My purpose is to find a eigenvectors of a matrix. In Matlab, there is a [V,D] = eig(M)
to get the eigenvectors of matrix by using: [V,D] = eig(M)
.
As woodchips points out (+1), eigenvectors are unique only up to a linear transformation. This fact is readily apparent from the definition, ie an eigenvector/eigenvalue pair solve the characteristic function A*v = k*v, where A is the matrix, v is the eigenvector, and k is the eigenvalue.
Let's consider a much simpler example than your (horrendous looking) question:
M = [1, 2, 3; 4, 5, 6; 7, 8, 9];
[EigVec, EigVal] = eig(M);
Matlab yields:
EigVec =
-0.2320 -0.7858 0.4082
-0.5253 -0.0868 -0.8165
-0.8187 0.6123 0.4082
while Mathematica yields:
EigVec =
0.2833 -1.2833 1
0.6417 -0.1417 -2
1 1 1
From the Matlab documentation:
"For eig(A), the eigenvectors are scaled so that the norm of each is 1.0.".
Mathematica on the other hand is clearly scaling the eigenvectors so that so the final element is unity.
Even just eyeballing the outputs I've given, you can start to see the relationships emerge (in particular, compare the third eigenvector from both outputs).
By the way, I suggest you edit your question to have a more simple input matrix M
, such as the one I've used here. This will make it much more readable for anyone who visits this page in the future. It is actually not that bad a question, but the way it is currently formatted will likely cause it to be down-voted.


◆ EXERCISE BRIEF ◆
Omit all pictures and give the records below again exactly as written.

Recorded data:
::::::::::
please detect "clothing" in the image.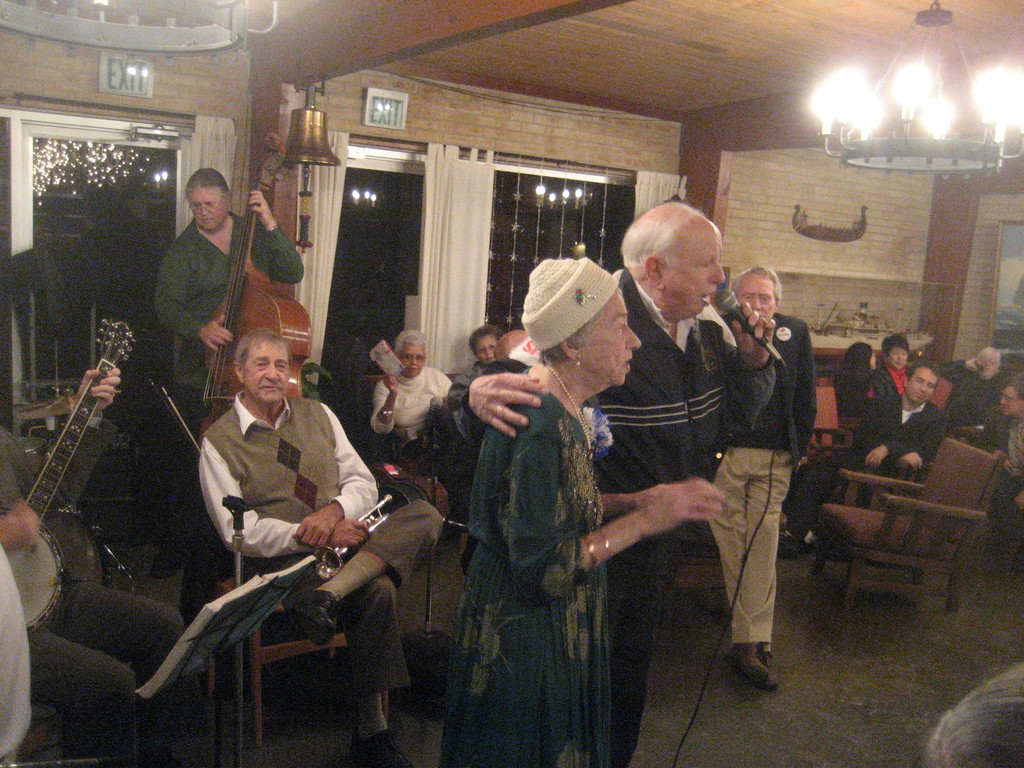
box(997, 417, 1023, 535).
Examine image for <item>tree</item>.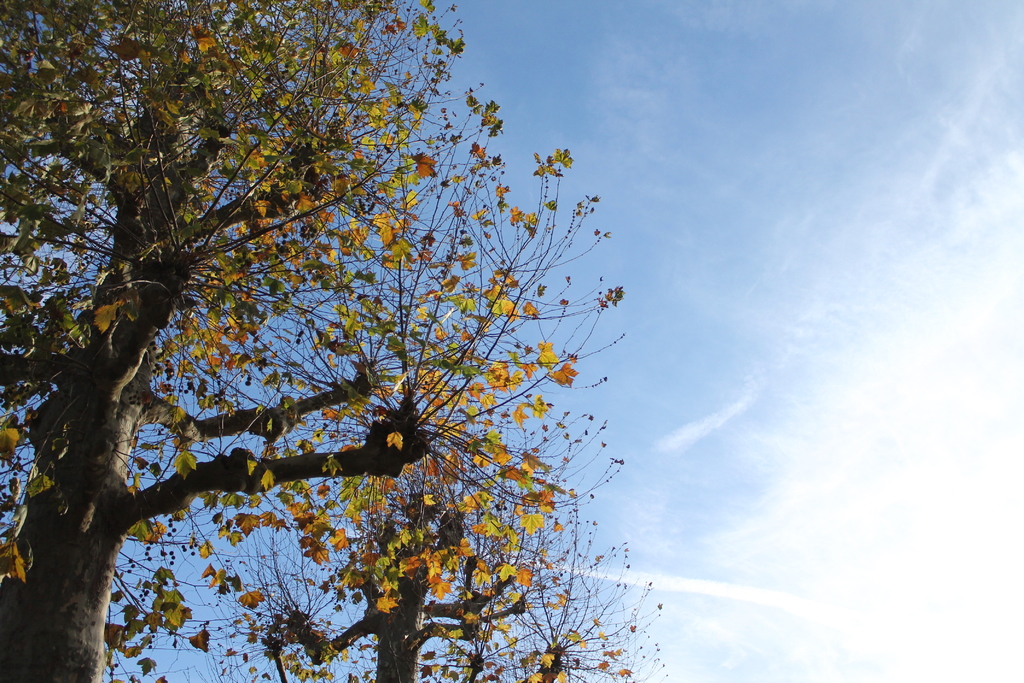
Examination result: bbox(4, 0, 685, 682).
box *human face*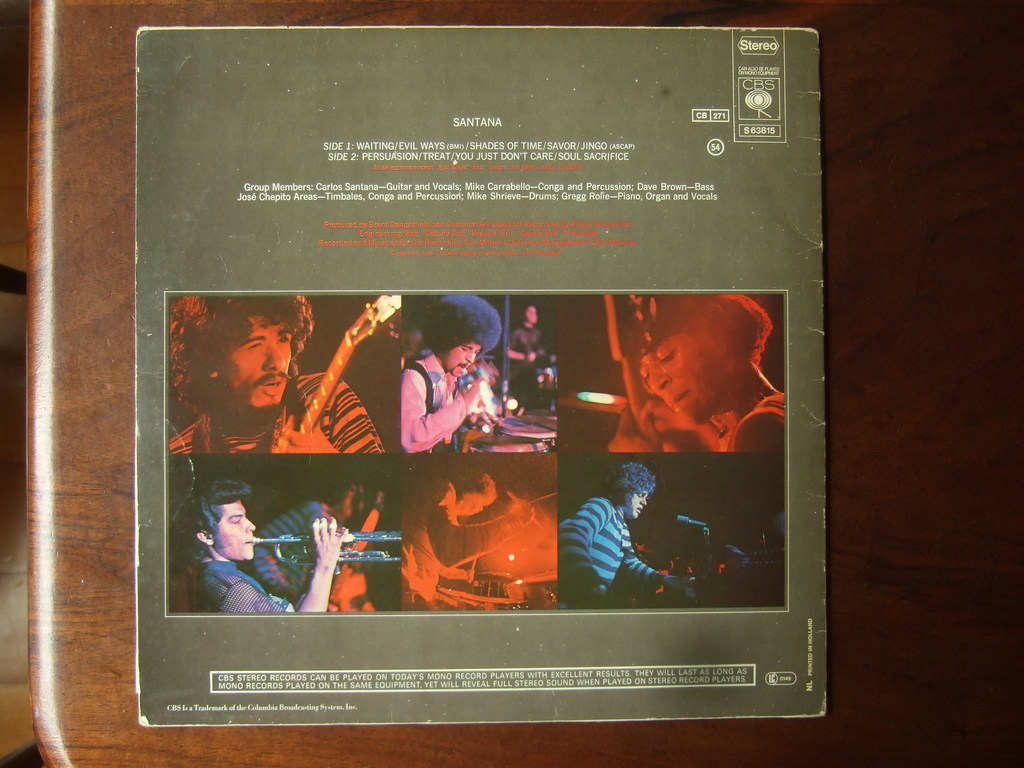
::::::::::
◆ RESULT OF THE EXERCISE ◆
please detect "clothing" in the image.
box(997, 417, 1023, 535).
Examine image for <item>tree</item>.
Examination result: bbox(4, 0, 685, 682).
box *human face*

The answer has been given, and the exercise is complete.